Not sure about your last point but in serial comms there are start and stop bits and sometimes parity. We generally used 8 data bits with no parity so in effect there are 10 bits per character including the stop and start bits. That pretty much matched up with file transfer speeds achieved using one of the good protocols that used sliding windows to remove latency. To calculate expected speed just divide baud by 10 to covert from bits per second to characters per second then there is a little efficiency loss due to protocol overhead. This is direct without modems once you introduce those the speed could be variable.
OpenAI's model is closed source. IDK if distilling can be done via the API effectively? DeepSeek already has distilled models from other open source models like Qwen which have been done by 3rd party researchers, and I assumed that happened rapidly because they are all open source.

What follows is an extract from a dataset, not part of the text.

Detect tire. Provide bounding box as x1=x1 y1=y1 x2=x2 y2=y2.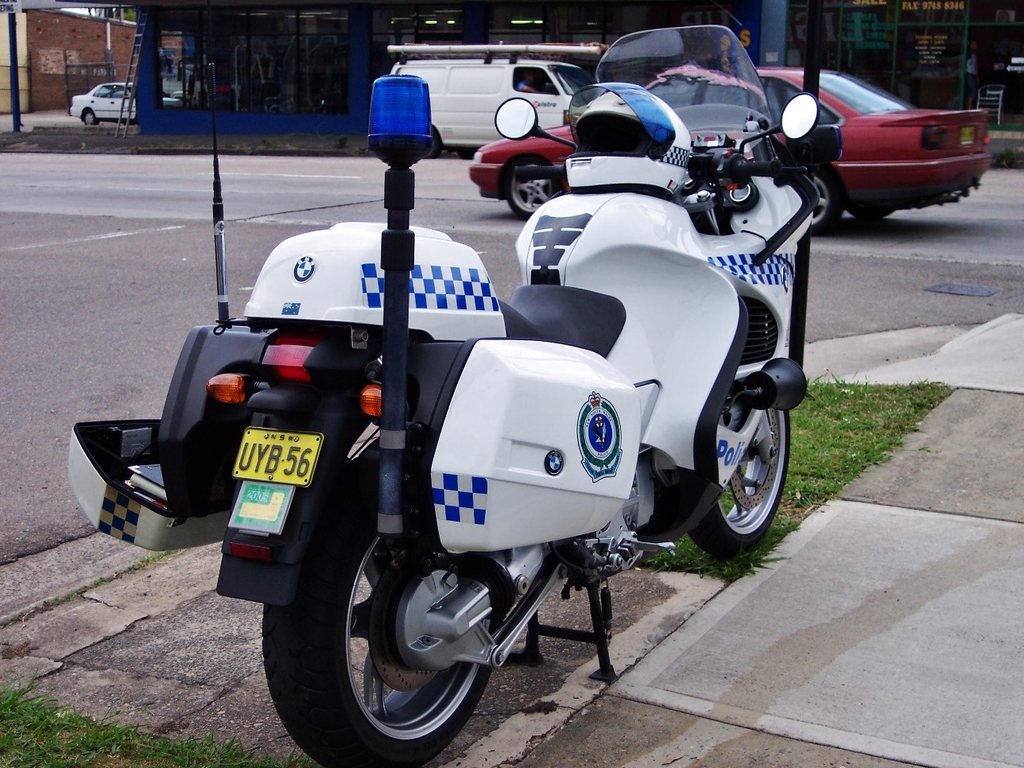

Google took about 6 months to accept my edit to an incorrectly named park near me. I took pictures of the signs as proof of course I could not submit them as evidence but a thought someone else would report it. In OSM I could change it in a few minutes and I am not very familiar with the tool.
I personally know someone with a similar story (small pedestrian path that existed in real life but missing from Google maps). He made the effort to flag it, provide proof etc etc.
What I told him was you guys be nuts to be spending your time to improve Google's product.
Google has the private road of a local landfill labelled as a bike path. They label little paths in cemeteries as bike paths. Its a little embarrassing how much they rely on automatic data vs, you know, a cities own published bike network maps.
These are best case scenarios. It just tells you the upper limit of the technology. The higher the limit the better. In practice though it means that the infrastructure has a lot of catching up.
I think this just speaks to how much of an advancement this is, if true.
Like, this new battery technology is so advanced that there is no infrastructure for it yet.
Look at user and system times in your test. rmz seems much worse by that measure, particularly syscalls its 4x more time for 4x the number of cpus, maybe a link there. evidently it is multi threaded and as you say causes contention.